Tiger Global’s Flipkart exit: What investors can learn from $1.6 billion tax battle

Think of yourself as a global investor. You’ve spent years building a company, and now finally arrived at the holy grail: the Big Exit. The moment you sell your stake and collect your reward.

By then, everything appears to be in order. The investment is routed through a tax-friendly country like Mauritius. You hold a Tax Residency Certificate (TRC) – an official document confirming that your entity is a tax resident of that country and therefore eligible for treaty benefits.

In your mind, you are safe.

But then, the income tax department knocks. And instead of just checking your certificate, they start asking harder questions. Where was the office actually located? Who attended the board meetings? And who was making the decisions from thousands of miles away?

This is exactly what happened to Tiger Global during its 2018 exit from Flipkart. And in January 2026, the Supreme Court of India delivered a verdict that changed the rules for every foreign investor operating in the country.

To understand why, we first need to look at how Tiger Global structured its investment.

Tiger Global’s paper fortress

Tiger Global Management is a massive New York-based investment firm known for backing some of the world’s largest technology companies. Over the years, it has been an active investor in Indian startups, including Flipkart.

In this case, Tiger Global didn’t invest directly in Flipkart India. Instead, they used a chain:

  1. Tiger Global (USA) managed the funds.
  2. They set up three companies in Mauritius.
  3. These Mauritius companies owned a company in Singapore.
  4. The Singapore company ultimately owned shares in Flipkart India.

When Walmart acquired Flipkart in 2018, Tiger Global exited the investment by selling its shares in the Singapore company.

They claimed that, as “residents” of Mauritius, they were protected from paying capital gains tax in India under the India–Mauritius Double Taxation Avoidance Agreement (DTAA).

To support this claim, Tiger Global relied on Tax Residency Certificates issued by Mauritius authorities.

That, however, was only part of the story.

Why did Tiger Global’s entity come under scrutiny?

For years, if you had a Tax Residency Certificate, it was like a golden ticket. The Indian government usually didn’t dig deeper.

This time, they did.

The ITD argued that the Mauritius companies were nothing more than shell entities – created solely to route investments and avoid Indian tax. They pointed out that the “head and brain” of these companies wasn’t in Mauritius at all. It sat squarely in the New York office belonging to Tiger Global’s founder.

And the Supreme Court agreed.

What makes an offshore company look legitimate?

The Supreme Court agreed with the tax authorities. They ruled that a TRC is just a piece of paper if there is no commercial substance behind the structure.

So what does “substance” mean in practice?

If you want treaty benefits, your offshore company must look like a real business. It needs:

  • Local directors who actually make decisions and not just sign what they are told.
  • A physical office and real administrative expenses in that country.
  • A logical reason to exist other than “saving tax.”

So, if your company exists only to hold shares and pass money around, it’s highly vulnerable to being disregarded.

GAAR and its implications for investors

The court then turned to a different question altogether: can the tax department ignore a structure even if it technically follows a tax treaty?

This is where GAAR, or the General Anti-Avoidance Rule, comes in.

GAAR allows the tax department to disregard the structures that were created mainly to avoid tax, even if they appear legally valid on paper. Section 90(2A) of the Income Tax Act makes this clear. It gives GAAR the power to override tax treaty benefits. These treaties are meant to prevent double taxation, not to enable situations where tax is paid in neither country.

Tiger Global argued that GAAR should not apply because its investment was made before 1 April 2017, when GAAR came into effect. So, they should be protected or ‘grandfathered’ under the old rules.

The SC rejected this argument and made a chilling clarification that grandfathering protects genuine investments, not conduit or shell structures. What matters is not when the structure was created, but when the tax benefit is actually claimed. In this case, that happened at the 2018 exit, allowing GAAR to be applied.

Accordingly, if the government believes that your structure was designed primarily to avoid tax, it has the sovereign power to disregard treaty protections, ignore your claimed residency, and tax the transaction in India.

That power, the Court said, is not something India is willing to give up.

What does this ruling mean for investors?

If you are an investor or a business owner, this judgment isn’t just about Tiger Global. It signals that the “check-the-box” era of tax planning is over. Here’s what investors should take away:

  1. Ghost entities are risky: If your Mauritius or Singapore company has no people, no office and no local activity, it is likely to attract attention.

  2. The ‘Why’ matters as much as the structure: You must be able to explain the commercial purpose of your setup. “Because it’s tax-free” is no longer a defensible position.

  3. Reviewing the old investments: Don’t assume old investments are safe. The tax authorities are looking at your exit today, not just your entry years ago.

Investors should take this opportunity to review their offshore structures, especially older ones and assess them through the lens of substance, not just paperwork.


**Task brief**
Transcribe only the stretch of lines that opens with the line containing "Identify the area occupied by drink." and closes with the last line of the listing, skipping pictures.

[Given data]

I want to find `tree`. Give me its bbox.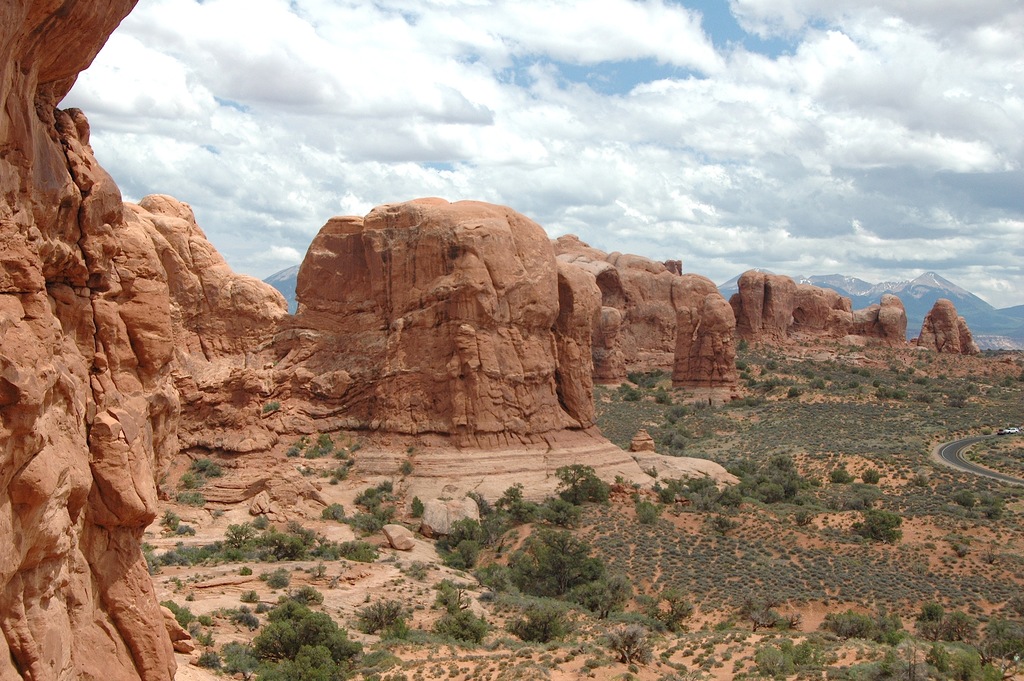
767 361 780 371.
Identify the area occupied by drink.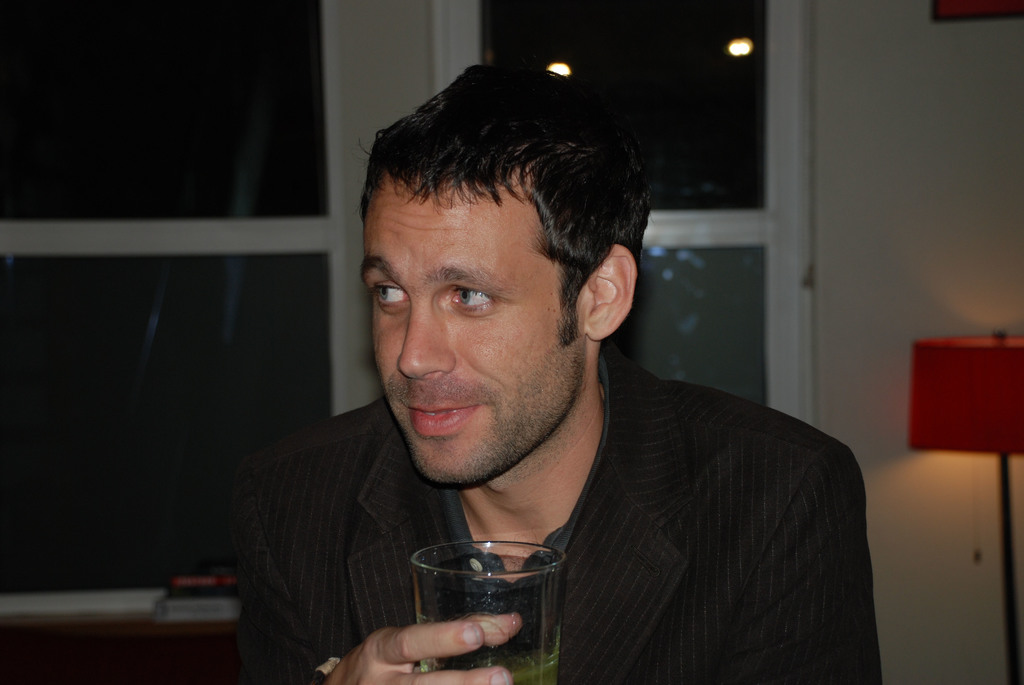
Area: (422,649,557,684).
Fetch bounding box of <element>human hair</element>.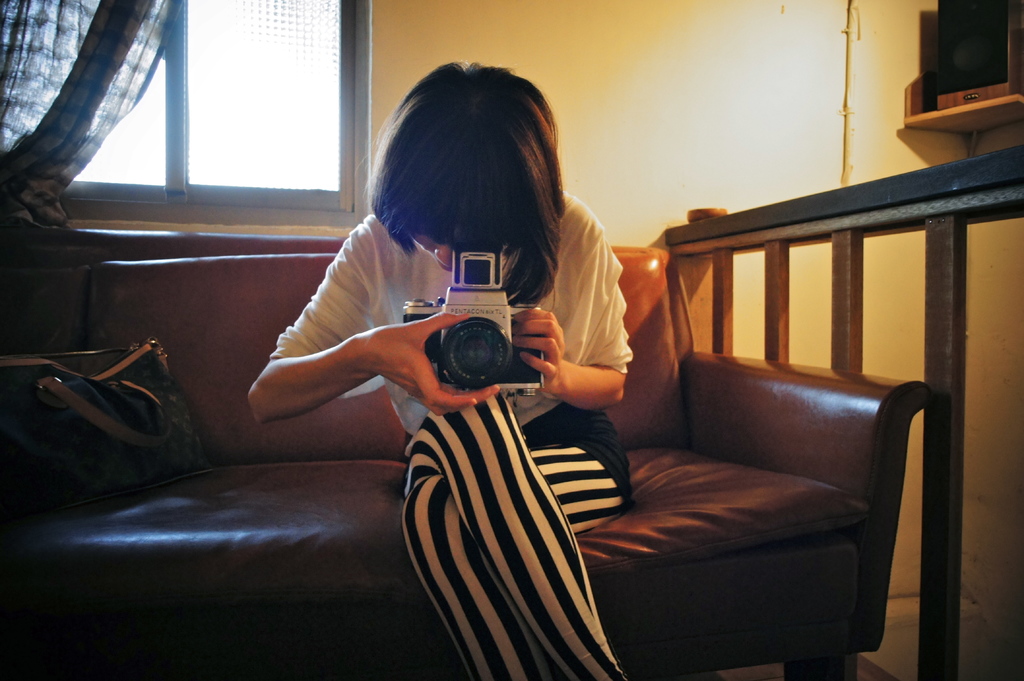
Bbox: bbox=(367, 63, 588, 289).
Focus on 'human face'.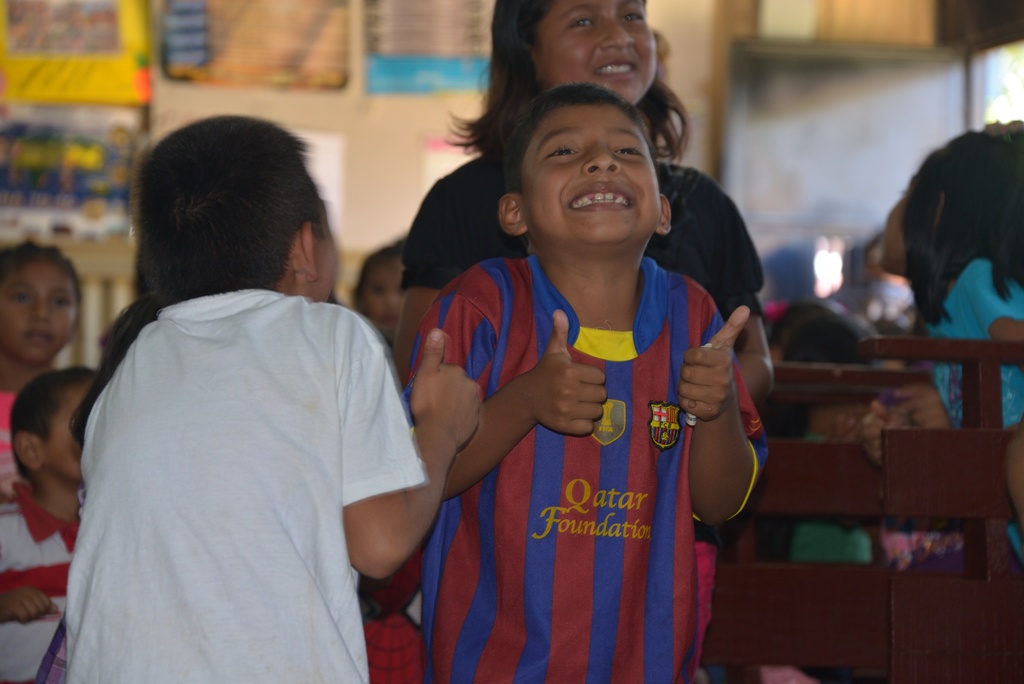
Focused at bbox(312, 214, 335, 300).
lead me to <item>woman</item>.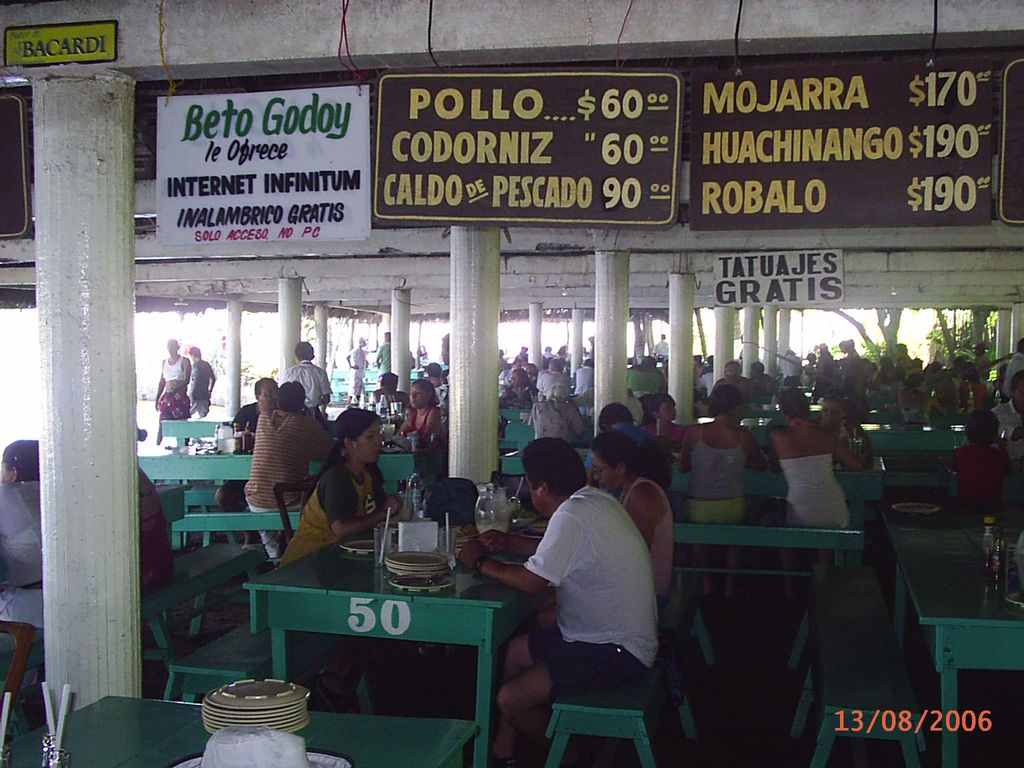
Lead to {"x1": 531, "y1": 429, "x2": 677, "y2": 627}.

[/Given data]

**Solution**
Identify the area occupied by drink.
Area: (422,649,557,684).
Fetch bounding box of <element>human hair</element>.
Bbox: bbox=(367, 63, 588, 289).
Focus on 'human face'.
Focused at bbox(312, 214, 335, 300).
lead me to <item>woman</item>.
Lead to {"x1": 531, "y1": 429, "x2": 677, "y2": 627}.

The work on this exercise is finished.